International Women's Day marked with violent protests in Mexico, Algeria, and Pakistan

International Women's Day passed off peacefully in New Zealand but in other countries, it became a touchstone for long-standing concerns about the way women are treated.

Mexico City saw the worst violence, but there were also clashes in Islamist countries including Algeria and Pakistan.

Women in Mexico rose against a wave of violence towards them. The murders of a 25-year-old woman by her alleged partner and a seven-year-old girl - reportedly taken from her school - are giving their movement an aggressive momentum.

Ten women are murdered every day in Mexico, and women broke through barriers, damaged landmarks and graffitied historic statues in purple to demand authorities do more.  

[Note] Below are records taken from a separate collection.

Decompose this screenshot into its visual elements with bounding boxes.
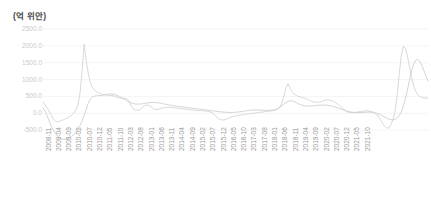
x-tick-label: 2009-04 bbox=[56, 127, 63, 151]
x-tick-label: 2018-06 bbox=[282, 127, 289, 151]
x-tick-label: 2010-12 bbox=[97, 127, 104, 151]
x-tick-label: 2010-07 bbox=[87, 127, 94, 151]
x-tick-label: 2016-05 bbox=[231, 127, 238, 151]
x-tick-label: 2018-01 bbox=[272, 127, 279, 151]
x-tick-label: 2014-09 bbox=[190, 127, 197, 151]
x-tick-label: 2013-06 bbox=[159, 127, 166, 151]
x-tick-label: 2015-02 bbox=[200, 127, 207, 151]
x-tick-label: 2017-03 bbox=[251, 127, 258, 151]
x-tick-label: 2011-05 bbox=[107, 128, 114, 151]
x-tick-label: 2019-09 bbox=[313, 127, 320, 151]
x-tick-label: 2020-12 bbox=[344, 127, 351, 151]
x-tick-label: 2020-02 bbox=[324, 127, 331, 151]
x-tick-label: 2012-08 bbox=[138, 127, 145, 151]
x-tick-label: 2017-08 bbox=[262, 127, 269, 151]
x-tick-label: 2014-04 bbox=[179, 127, 186, 151]
chart-container: (억 위안) 2500.02000.01500.01000.0500.00.0-… bbox=[0, 0, 431, 214]
x-tick-label: 2012-03 bbox=[128, 127, 135, 151]
x-tick-label: 2011-10 bbox=[118, 128, 125, 151]
x-tick-label: 2010-02 bbox=[76, 127, 83, 151]
x-tick-label: 2021-10 bbox=[365, 127, 372, 151]
x-tick-label: 2008-11 bbox=[46, 128, 53, 151]
x-tick-label: 2016-10 bbox=[241, 127, 248, 151]
x-tick-label: 2018-11 bbox=[293, 128, 300, 151]
x-tick-label: 2015-07 bbox=[210, 127, 217, 151]
x-axis-tick-labels: 2008-112009-042009-092010-022010-072010-… bbox=[0, 0, 431, 214]
x-tick-label: 2020-07 bbox=[334, 127, 341, 151]
x-tick-label: 2013-11 bbox=[169, 128, 176, 151]
x-tick-label: 2021-05 bbox=[354, 127, 361, 151]
x-tick-label: 2009-09 bbox=[66, 127, 73, 151]
x-tick-label: 2015-12 bbox=[221, 127, 228, 151]
x-tick-label: 2019-04 bbox=[303, 127, 310, 151]
x-tick-label: 2013-01 bbox=[149, 127, 156, 151]
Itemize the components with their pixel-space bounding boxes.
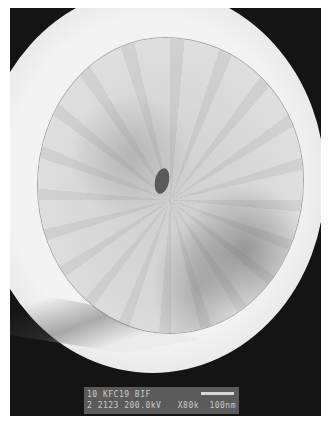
micrograph-caption: 10 KFC19 BIF 2 2123 200.0kV X80k 100nm [84, 387, 239, 414]
caption-line-2: 2 2123 200.0kV [87, 400, 161, 411]
caption-line-1: 10 KFC19 BIF [87, 389, 151, 400]
scale-bar [201, 392, 234, 395]
particle [38, 38, 303, 333]
magnification-label: X80k [178, 400, 199, 411]
micrograph-frame [10, 8, 321, 416]
scale-label: 100nm [209, 400, 236, 411]
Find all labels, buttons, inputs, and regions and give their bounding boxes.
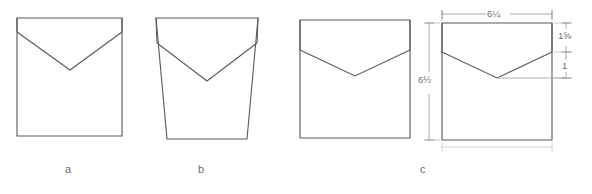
figure-b-caption: b <box>198 163 204 175</box>
height-dimension-label: 6½ <box>418 74 431 85</box>
figure-c-dim-body <box>442 23 552 140</box>
figure-b-body <box>156 18 258 139</box>
figure-b-group <box>156 18 258 139</box>
figures-svg <box>0 0 592 194</box>
flap-point-dimension-label: 1 <box>562 60 567 71</box>
figure-a-caption: a <box>65 163 71 175</box>
diagram-canvas: 6¼ 6½ 1⅝ 1 a b c <box>0 0 592 194</box>
figure-c-dimensioned-group <box>442 23 566 140</box>
figure-a-body <box>17 18 122 136</box>
figure-a-group <box>17 18 122 136</box>
bottom-dimension-group <box>442 143 552 151</box>
figure-c-caption: c <box>420 163 426 175</box>
figure-c-body <box>300 20 410 138</box>
figure-c-group <box>300 20 410 138</box>
width-dimension-label: 6¼ <box>487 8 500 19</box>
flap-height-dimension-label: 1⅝ <box>558 30 571 41</box>
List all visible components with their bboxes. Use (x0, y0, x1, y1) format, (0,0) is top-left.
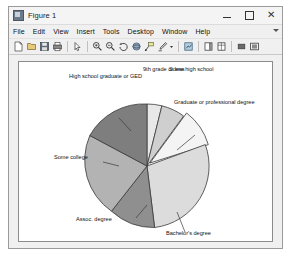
menu-item-insert[interactable]: Insert (77, 28, 95, 35)
menu-item-help[interactable]: Help (195, 28, 210, 35)
toolbar-separator (178, 41, 179, 52)
menu-item-edit[interactable]: Edit (33, 28, 45, 35)
zoom-in-icon[interactable] (91, 41, 103, 53)
window-title: Figure 1 (28, 11, 56, 20)
hide-plot-tools-icon[interactable] (235, 41, 247, 53)
pie-label-assoc-degree: Assoc. degree (76, 216, 112, 222)
pie-chart (19, 62, 273, 242)
insert-legend-icon[interactable] (215, 41, 227, 53)
insert-colorbar-icon[interactable] (202, 41, 214, 53)
zoom-out-icon[interactable] (104, 41, 116, 53)
brush-dropdown-icon[interactable] (169, 41, 174, 53)
axes-area: 9th grade or less Some high school High … (18, 61, 273, 242)
rotate-3d-icon[interactable] (130, 41, 142, 53)
maximize-button[interactable] (238, 7, 260, 23)
pie-label-graduate-degree: Graduate or professional degree (174, 99, 255, 105)
save-figure-icon[interactable] (38, 41, 50, 53)
pie-label-some-high-school: Some high school (169, 66, 213, 72)
toolbar-separator (198, 41, 199, 52)
matlab-figure-icon (13, 10, 24, 21)
pie-label-some-college: Some college (54, 154, 88, 160)
brush-select-icon[interactable] (156, 41, 168, 53)
print-figure-icon[interactable] (51, 41, 63, 53)
pie-label-bachelors-degree: Bachelor's degree (166, 230, 211, 236)
new-figure-icon[interactable] (12, 41, 24, 53)
toolbar (9, 39, 282, 55)
menu-item-desktop[interactable]: Desktop (128, 28, 154, 35)
link-plot-icon[interactable] (182, 41, 194, 53)
open-file-icon[interactable] (25, 41, 37, 53)
figure-window: Figure 1 ✕ File Edit View Insert Tools D… (8, 6, 283, 249)
edit-plot-arrow-icon[interactable] (71, 41, 83, 53)
chevron-down-icon[interactable] (273, 29, 279, 32)
data-cursor-icon[interactable] (143, 41, 155, 53)
title-bar: Figure 1 ✕ (9, 7, 282, 25)
menu-item-file[interactable]: File (13, 28, 25, 35)
window-controls: ✕ (216, 7, 282, 23)
minimize-button[interactable] (216, 7, 238, 23)
toolbar-separator (87, 41, 88, 52)
toolbar-separator (67, 41, 68, 52)
menu-item-tools[interactable]: Tools (103, 28, 120, 35)
menu-bar: File Edit View Insert Tools Desktop Wind… (9, 25, 282, 39)
show-plot-tools-icon[interactable] (248, 41, 260, 53)
pie-label-hs-graduate: High school graduate or GED (69, 73, 142, 79)
menu-item-window[interactable]: Window (162, 28, 188, 35)
menu-item-view[interactable]: View (53, 28, 68, 35)
close-button[interactable]: ✕ (260, 7, 282, 23)
pan-icon[interactable] (117, 41, 129, 53)
figure-canvas: 9th grade or less Some high school High … (9, 55, 282, 248)
toolbar-separator (231, 41, 232, 52)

"Women - they are raped, they are mutilated, they are burnt, they have been found in water cisterns," says protester Larisa Morales. "Why? For breaking off a relationship? I don't think that's fair."

Women in Spain turned Madrid into a moving sea of purple - the colour that symbolises women's equity. The left-wing government there has only recently approved a bill to qualify all non-consensual sex as rape. 

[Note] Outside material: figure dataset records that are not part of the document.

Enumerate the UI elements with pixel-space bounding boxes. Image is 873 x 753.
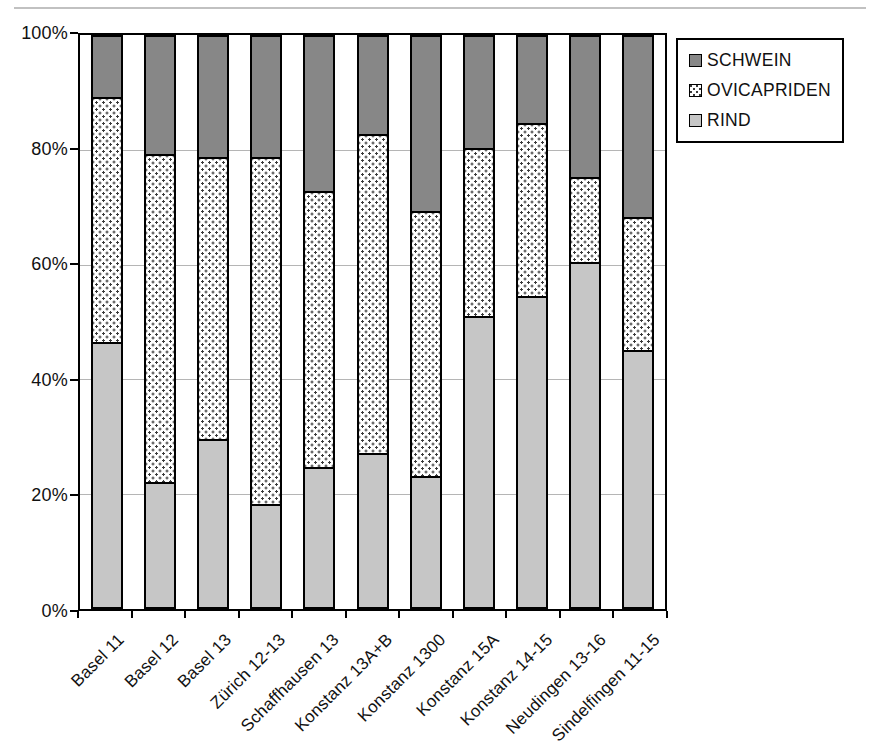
legend-label: RIND xyxy=(707,110,751,131)
bar-segment-rind xyxy=(305,467,333,607)
x-axis-label: Konstanz 14-15 xyxy=(457,630,557,730)
y-tick-label: 80% xyxy=(0,138,68,160)
legend-item-rind: RIND xyxy=(689,110,836,131)
bar-segment-schwein xyxy=(359,37,387,134)
bar-segment-schwein xyxy=(412,37,440,211)
bar-z-rich-12-13 xyxy=(250,35,282,609)
bar-segment-rind xyxy=(465,316,493,607)
x-tick-mark xyxy=(131,611,133,618)
bar-segment-ovicapriden xyxy=(93,97,121,342)
bar-segment-ovicapriden xyxy=(305,191,333,467)
legend-label: SCHWEIN xyxy=(707,50,792,71)
bar-konstanz-1300 xyxy=(410,35,442,609)
bar-segment-schwein xyxy=(571,37,599,177)
bar-segment-ovicapriden xyxy=(412,211,440,476)
x-tick-mark xyxy=(184,611,186,618)
x-tick-mark xyxy=(345,611,347,618)
x-tick-mark xyxy=(452,611,454,618)
bar-segment-schwein xyxy=(305,37,333,191)
y-tick-label: 20% xyxy=(0,484,68,506)
x-tick-mark xyxy=(505,611,507,618)
bar-konstanz-15a xyxy=(463,35,495,609)
bar-segment-schwein xyxy=(624,37,652,217)
legend-swatch-rind xyxy=(689,114,702,127)
y-tick-mark xyxy=(70,263,78,265)
y-tick-mark xyxy=(70,379,78,381)
bar-basel-12 xyxy=(144,35,176,609)
x-tick-mark xyxy=(238,611,240,618)
chart-canvas: 0%20%40%60%80%100% Basel 11Basel 12Basel… xyxy=(0,0,873,753)
bar-segment-schwein xyxy=(252,37,280,157)
bar-segment-ovicapriden xyxy=(359,134,387,453)
bar-segment-rind xyxy=(571,262,599,607)
bar-konstanz-13a-b xyxy=(357,35,389,609)
bar-segment-rind xyxy=(624,350,652,607)
bar-schaffhausen-13 xyxy=(303,35,335,609)
bar-segment-rind xyxy=(199,439,227,607)
y-tick-mark xyxy=(70,32,78,34)
x-axis-label: Basel 11 xyxy=(68,630,129,691)
legend-label: OVICAPRIDEN xyxy=(707,80,831,101)
plot-area xyxy=(78,33,667,611)
bar-neudingen-13-16 xyxy=(569,35,601,609)
x-axis-label: Konstanz 13A+B xyxy=(291,630,397,736)
bar-segment-rind xyxy=(252,504,280,607)
bar-segment-ovicapriden xyxy=(199,157,227,439)
bar-segment-ovicapriden xyxy=(465,148,493,316)
legend-item-ovicapriden: OVICAPRIDEN xyxy=(689,80,836,101)
legend-box: SCHWEINOVICAPRIDENRIND xyxy=(676,38,844,143)
bar-segment-rind xyxy=(412,476,440,607)
bar-segment-rind xyxy=(518,296,546,607)
x-tick-mark xyxy=(612,611,614,618)
bar-basel-11 xyxy=(91,35,123,609)
bar-segment-ovicapriden xyxy=(252,157,280,505)
scan-artifact-line xyxy=(14,7,866,9)
legend-swatch-schwein xyxy=(689,54,702,67)
bar-segment-rind xyxy=(146,482,174,607)
bar-segment-schwein xyxy=(465,37,493,148)
y-tick-label: 40% xyxy=(0,369,68,391)
x-tick-mark xyxy=(77,611,79,618)
bar-konstanz-14-15 xyxy=(516,35,548,609)
x-axis-label: Schaffhausen 13 xyxy=(237,630,343,736)
legend-item-schwein: SCHWEIN xyxy=(689,50,836,71)
y-tick-mark xyxy=(70,494,78,496)
bar-segment-ovicapriden xyxy=(624,217,652,351)
y-tick-label: 0% xyxy=(0,600,68,622)
bar-segment-ovicapriden xyxy=(518,123,546,297)
bar-sindelfingen-11-15 xyxy=(622,35,654,609)
bar-basel-13 xyxy=(197,35,229,609)
x-tick-mark xyxy=(398,611,400,618)
bar-segment-schwein xyxy=(199,37,227,157)
legend-swatch-ovicapriden xyxy=(689,84,702,97)
bar-segment-schwein xyxy=(93,37,121,97)
bar-segment-schwein xyxy=(146,37,174,154)
bar-segment-ovicapriden xyxy=(571,177,599,263)
bar-segment-rind xyxy=(93,342,121,607)
bar-segment-schwein xyxy=(518,37,546,123)
y-tick-label: 100% xyxy=(0,22,68,44)
bar-segment-rind xyxy=(359,453,387,607)
x-tick-mark xyxy=(666,611,668,618)
y-tick-label: 60% xyxy=(0,253,68,275)
x-tick-mark xyxy=(291,611,293,618)
y-tick-mark xyxy=(70,148,78,150)
bar-segment-ovicapriden xyxy=(146,154,174,482)
x-tick-mark xyxy=(559,611,561,618)
x-axis-label: Basel 12 xyxy=(120,630,182,692)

Previously a perpetrator must have used physical violence or intimidation for an assault to be classified as rape.

In Algeria, the mood was more militant as women protesters clashed with police. 

"We are not here to celebrate," one woman says. "We are here to demand freedom."

In Pakistan, Islamist men fought back by pelting campaigners with stones, sticks, and shoes as they marched through Islamabad. Police blocked others as they tried to attack the women.

Police in Istanbul blocked marchers from entering the main pedestrian street and even used tear gas.

London's protests were more peaceful and the "sisters not strangers" theme boasted star power like Bianca Jagger. 

But in some countries, the women's movement has plenty left to protest about.